Towards non-parametric fiber-specific T1 relaxometry in the human brain
Abstract
Purpose: To estimate fiber-specific T1 values, i.e. proxies for myelin content, in heterogeneous brain tissue. Methods: A diffusion-T1 correlation experiment was carried out on an in vivo human brain using tensor-valued diffusion encoding and multiple repetition times. The acquired data was inverted using a Monte-Carlo inversion algorithm that retrieves non-parametric distributions P(D,R1) of diffusion tensors and longitudinal relaxation rates R1 = 1/T1. Orientation distribution functions (ODFs) of the highly anisotropic components of P(D,R1) were defined to visualize orientation-specific diffusion-relaxation properties. Finally, Monte-Carlo density-peak clustering (MC-DPC) was performed to quantify fiber-specific features and investigate microstructural differences between white-matter fiber bundles. Results: Parameter maps corresponding to P(D,R1)'s statistical descriptors were obtained, exhibiting the expected R1 contrast between brain-tissue types. Our ODFs recovered local orientations consistent with the known anatomy and indicated possible differences in T1 relaxation between major fiber bundles. These differences, confirmed by MC-DPC, were in qualitative agreement with previous model-based works but seem biased by the limitations of our current experimental setup. Conclusions: Our Monte-Carlo framework enables the non-parametric estimation of fiber-specific diffusion-T1 features, thereby showing potential for characterizing developmental or pathological changes in T1 within a given fiber bundle, and for investigating inter-bundle T1 differences.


• [What the exercise asks]:
From the material below, return every line that includes "sensitivity".

• [Data for the task]:
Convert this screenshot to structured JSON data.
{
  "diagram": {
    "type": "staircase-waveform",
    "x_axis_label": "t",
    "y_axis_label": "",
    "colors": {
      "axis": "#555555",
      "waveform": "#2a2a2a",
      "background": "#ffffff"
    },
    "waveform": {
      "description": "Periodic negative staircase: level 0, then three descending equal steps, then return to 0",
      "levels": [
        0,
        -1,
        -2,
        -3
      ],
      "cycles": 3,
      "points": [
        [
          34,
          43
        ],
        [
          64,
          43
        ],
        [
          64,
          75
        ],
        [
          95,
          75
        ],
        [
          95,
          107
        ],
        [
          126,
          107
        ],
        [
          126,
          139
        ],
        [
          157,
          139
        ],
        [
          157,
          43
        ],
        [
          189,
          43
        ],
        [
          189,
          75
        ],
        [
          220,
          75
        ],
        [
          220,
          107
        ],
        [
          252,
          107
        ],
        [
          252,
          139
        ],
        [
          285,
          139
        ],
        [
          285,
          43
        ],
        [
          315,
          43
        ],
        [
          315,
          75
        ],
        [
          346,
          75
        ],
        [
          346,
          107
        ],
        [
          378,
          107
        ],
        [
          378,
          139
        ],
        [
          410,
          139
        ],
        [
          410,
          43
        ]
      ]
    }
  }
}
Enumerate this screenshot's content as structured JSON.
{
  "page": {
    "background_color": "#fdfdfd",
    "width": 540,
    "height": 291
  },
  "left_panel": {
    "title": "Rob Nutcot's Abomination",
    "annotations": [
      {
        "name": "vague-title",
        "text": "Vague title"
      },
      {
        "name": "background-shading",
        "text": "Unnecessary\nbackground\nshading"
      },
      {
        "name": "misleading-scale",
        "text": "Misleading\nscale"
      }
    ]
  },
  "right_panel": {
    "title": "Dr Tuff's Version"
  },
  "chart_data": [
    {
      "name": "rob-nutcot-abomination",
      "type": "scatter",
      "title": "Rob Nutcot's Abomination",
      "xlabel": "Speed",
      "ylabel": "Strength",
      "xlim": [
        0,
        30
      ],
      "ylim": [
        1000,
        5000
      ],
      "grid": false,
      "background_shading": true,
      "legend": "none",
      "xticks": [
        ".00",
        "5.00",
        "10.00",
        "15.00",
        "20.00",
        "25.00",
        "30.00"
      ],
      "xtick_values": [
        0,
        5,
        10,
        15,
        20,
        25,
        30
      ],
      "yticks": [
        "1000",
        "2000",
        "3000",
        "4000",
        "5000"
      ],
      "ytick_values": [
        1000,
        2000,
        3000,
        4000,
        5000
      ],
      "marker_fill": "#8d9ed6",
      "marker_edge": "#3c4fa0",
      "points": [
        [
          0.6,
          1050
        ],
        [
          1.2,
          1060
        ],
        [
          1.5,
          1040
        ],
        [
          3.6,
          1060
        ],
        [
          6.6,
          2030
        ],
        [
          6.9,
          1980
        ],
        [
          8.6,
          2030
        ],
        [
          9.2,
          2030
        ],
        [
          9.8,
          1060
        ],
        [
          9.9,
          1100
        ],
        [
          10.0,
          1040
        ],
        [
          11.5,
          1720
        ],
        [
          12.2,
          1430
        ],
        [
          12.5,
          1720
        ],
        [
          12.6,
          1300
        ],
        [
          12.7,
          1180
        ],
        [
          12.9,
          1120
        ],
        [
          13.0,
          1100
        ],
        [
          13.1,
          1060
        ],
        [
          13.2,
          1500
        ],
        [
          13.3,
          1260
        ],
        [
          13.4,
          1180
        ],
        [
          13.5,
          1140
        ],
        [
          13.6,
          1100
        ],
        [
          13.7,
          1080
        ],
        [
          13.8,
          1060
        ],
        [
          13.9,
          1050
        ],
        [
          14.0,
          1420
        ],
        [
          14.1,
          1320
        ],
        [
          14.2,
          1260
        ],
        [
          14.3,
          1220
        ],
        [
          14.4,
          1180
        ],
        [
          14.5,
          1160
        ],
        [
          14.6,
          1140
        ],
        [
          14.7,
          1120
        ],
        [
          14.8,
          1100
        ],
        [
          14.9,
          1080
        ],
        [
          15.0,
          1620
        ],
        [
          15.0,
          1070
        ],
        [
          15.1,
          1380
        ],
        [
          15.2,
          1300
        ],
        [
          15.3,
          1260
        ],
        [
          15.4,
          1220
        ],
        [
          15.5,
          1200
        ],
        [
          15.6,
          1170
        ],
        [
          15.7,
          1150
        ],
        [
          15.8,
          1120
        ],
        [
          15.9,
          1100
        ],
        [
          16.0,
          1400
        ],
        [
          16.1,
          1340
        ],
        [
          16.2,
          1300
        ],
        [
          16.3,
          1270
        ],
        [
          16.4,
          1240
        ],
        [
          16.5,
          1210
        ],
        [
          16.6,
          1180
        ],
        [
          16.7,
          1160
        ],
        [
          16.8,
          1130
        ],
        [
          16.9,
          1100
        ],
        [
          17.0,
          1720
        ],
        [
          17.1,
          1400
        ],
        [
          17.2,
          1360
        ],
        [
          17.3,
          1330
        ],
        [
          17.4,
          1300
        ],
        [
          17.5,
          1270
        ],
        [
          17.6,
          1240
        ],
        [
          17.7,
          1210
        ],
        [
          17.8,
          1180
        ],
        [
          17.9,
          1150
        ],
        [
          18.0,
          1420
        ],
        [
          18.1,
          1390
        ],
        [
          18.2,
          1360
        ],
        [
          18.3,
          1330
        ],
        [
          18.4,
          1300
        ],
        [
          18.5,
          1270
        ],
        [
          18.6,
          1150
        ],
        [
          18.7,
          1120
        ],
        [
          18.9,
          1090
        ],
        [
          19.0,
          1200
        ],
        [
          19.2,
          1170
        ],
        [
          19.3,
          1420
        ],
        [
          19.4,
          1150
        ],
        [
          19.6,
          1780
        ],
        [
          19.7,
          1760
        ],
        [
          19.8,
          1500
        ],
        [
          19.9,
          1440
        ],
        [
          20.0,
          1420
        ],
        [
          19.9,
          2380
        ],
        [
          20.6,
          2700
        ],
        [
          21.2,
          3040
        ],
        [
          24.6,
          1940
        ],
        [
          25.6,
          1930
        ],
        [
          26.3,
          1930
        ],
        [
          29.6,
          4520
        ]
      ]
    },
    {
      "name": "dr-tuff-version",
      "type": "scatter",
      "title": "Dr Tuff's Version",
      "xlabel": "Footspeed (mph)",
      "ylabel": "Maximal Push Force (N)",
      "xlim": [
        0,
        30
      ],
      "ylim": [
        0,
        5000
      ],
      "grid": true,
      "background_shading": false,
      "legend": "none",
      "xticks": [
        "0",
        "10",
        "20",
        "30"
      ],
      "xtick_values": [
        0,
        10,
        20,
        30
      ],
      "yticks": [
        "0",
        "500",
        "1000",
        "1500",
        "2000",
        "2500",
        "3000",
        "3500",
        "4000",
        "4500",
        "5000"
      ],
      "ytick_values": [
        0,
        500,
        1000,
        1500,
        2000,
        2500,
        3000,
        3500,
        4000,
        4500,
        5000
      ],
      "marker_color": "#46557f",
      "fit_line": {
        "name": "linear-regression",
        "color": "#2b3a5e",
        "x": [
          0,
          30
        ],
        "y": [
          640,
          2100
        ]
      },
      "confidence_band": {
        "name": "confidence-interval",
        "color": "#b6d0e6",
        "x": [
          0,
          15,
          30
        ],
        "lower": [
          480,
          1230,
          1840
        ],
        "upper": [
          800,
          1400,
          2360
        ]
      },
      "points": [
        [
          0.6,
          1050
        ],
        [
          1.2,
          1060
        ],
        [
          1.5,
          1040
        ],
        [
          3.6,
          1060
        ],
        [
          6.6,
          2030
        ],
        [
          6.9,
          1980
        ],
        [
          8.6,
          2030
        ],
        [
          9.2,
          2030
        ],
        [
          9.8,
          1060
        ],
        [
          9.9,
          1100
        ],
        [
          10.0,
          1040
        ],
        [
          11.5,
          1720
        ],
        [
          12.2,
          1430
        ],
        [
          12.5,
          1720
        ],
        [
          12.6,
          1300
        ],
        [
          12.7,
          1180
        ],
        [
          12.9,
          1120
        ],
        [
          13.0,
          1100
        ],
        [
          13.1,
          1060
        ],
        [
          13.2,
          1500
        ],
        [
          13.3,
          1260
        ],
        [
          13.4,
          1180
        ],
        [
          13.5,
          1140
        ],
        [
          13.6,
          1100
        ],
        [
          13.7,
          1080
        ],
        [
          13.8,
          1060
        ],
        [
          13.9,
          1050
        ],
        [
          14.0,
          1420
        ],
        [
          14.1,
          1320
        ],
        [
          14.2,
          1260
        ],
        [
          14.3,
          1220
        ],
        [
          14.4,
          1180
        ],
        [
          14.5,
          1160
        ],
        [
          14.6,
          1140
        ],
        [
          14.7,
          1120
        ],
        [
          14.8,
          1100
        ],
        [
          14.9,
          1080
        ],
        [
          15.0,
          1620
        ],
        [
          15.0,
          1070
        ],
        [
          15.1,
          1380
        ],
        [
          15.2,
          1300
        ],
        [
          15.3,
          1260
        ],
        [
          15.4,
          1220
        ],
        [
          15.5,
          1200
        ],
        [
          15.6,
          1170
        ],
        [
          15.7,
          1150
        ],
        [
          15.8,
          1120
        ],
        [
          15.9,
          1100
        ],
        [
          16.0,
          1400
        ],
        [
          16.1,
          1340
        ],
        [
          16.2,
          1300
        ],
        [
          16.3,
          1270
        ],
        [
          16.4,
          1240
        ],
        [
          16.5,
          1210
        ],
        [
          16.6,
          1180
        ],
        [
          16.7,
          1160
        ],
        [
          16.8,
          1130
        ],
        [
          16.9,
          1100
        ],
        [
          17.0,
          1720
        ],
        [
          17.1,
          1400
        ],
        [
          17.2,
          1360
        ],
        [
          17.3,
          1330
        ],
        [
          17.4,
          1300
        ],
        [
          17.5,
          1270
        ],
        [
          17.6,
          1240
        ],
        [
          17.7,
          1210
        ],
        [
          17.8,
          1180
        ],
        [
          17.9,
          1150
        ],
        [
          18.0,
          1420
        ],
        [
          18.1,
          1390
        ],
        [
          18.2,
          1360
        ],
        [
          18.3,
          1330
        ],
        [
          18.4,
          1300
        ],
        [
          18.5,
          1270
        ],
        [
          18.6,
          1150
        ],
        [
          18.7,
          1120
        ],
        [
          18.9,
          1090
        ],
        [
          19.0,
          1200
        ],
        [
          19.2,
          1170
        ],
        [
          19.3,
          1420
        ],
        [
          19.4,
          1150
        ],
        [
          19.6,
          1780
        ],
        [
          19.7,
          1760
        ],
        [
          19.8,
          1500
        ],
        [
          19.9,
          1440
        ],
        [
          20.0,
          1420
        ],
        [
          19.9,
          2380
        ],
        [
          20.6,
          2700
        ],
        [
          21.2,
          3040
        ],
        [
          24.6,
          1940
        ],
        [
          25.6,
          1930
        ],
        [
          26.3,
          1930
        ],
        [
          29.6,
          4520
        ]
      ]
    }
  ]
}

---

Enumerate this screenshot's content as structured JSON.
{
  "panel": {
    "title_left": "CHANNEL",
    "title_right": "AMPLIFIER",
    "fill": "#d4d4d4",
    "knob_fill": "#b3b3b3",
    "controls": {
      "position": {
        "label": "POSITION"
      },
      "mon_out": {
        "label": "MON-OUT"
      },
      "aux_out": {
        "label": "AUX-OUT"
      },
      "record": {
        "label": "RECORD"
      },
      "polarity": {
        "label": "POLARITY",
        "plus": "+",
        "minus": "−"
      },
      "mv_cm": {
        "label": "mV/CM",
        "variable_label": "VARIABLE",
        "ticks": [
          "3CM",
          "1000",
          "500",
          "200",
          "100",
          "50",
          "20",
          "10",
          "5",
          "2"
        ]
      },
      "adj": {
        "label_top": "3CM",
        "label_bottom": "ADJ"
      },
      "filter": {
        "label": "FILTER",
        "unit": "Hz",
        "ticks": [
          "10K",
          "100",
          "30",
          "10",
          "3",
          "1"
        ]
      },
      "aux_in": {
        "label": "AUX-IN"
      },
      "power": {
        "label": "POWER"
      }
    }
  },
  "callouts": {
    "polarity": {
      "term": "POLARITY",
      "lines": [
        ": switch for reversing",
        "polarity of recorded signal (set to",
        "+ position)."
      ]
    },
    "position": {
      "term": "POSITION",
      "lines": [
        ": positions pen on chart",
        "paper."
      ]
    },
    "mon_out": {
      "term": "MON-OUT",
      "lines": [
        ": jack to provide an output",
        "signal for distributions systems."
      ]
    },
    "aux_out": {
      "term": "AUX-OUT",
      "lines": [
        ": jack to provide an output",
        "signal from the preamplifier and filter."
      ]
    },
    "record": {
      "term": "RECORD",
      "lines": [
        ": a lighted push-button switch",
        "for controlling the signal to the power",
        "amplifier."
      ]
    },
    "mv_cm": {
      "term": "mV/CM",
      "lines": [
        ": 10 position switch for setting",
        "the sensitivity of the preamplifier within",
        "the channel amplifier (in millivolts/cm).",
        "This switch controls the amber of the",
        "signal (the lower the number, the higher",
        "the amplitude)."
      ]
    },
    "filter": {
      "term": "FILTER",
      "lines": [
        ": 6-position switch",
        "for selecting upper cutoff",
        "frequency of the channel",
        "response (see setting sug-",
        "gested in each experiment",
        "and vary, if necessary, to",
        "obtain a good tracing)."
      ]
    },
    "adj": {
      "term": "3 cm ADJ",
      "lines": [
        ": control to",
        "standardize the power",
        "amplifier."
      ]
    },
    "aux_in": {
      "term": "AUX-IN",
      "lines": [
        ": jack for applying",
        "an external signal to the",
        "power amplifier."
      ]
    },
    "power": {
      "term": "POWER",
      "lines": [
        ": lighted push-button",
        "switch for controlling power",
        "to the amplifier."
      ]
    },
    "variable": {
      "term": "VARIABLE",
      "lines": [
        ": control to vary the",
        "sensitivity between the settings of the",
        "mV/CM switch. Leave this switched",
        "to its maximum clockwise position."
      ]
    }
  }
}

• [Solution to the exercise]:
        "the sensitivity of the preamplifier within",
        "sensitivity between the settings of the",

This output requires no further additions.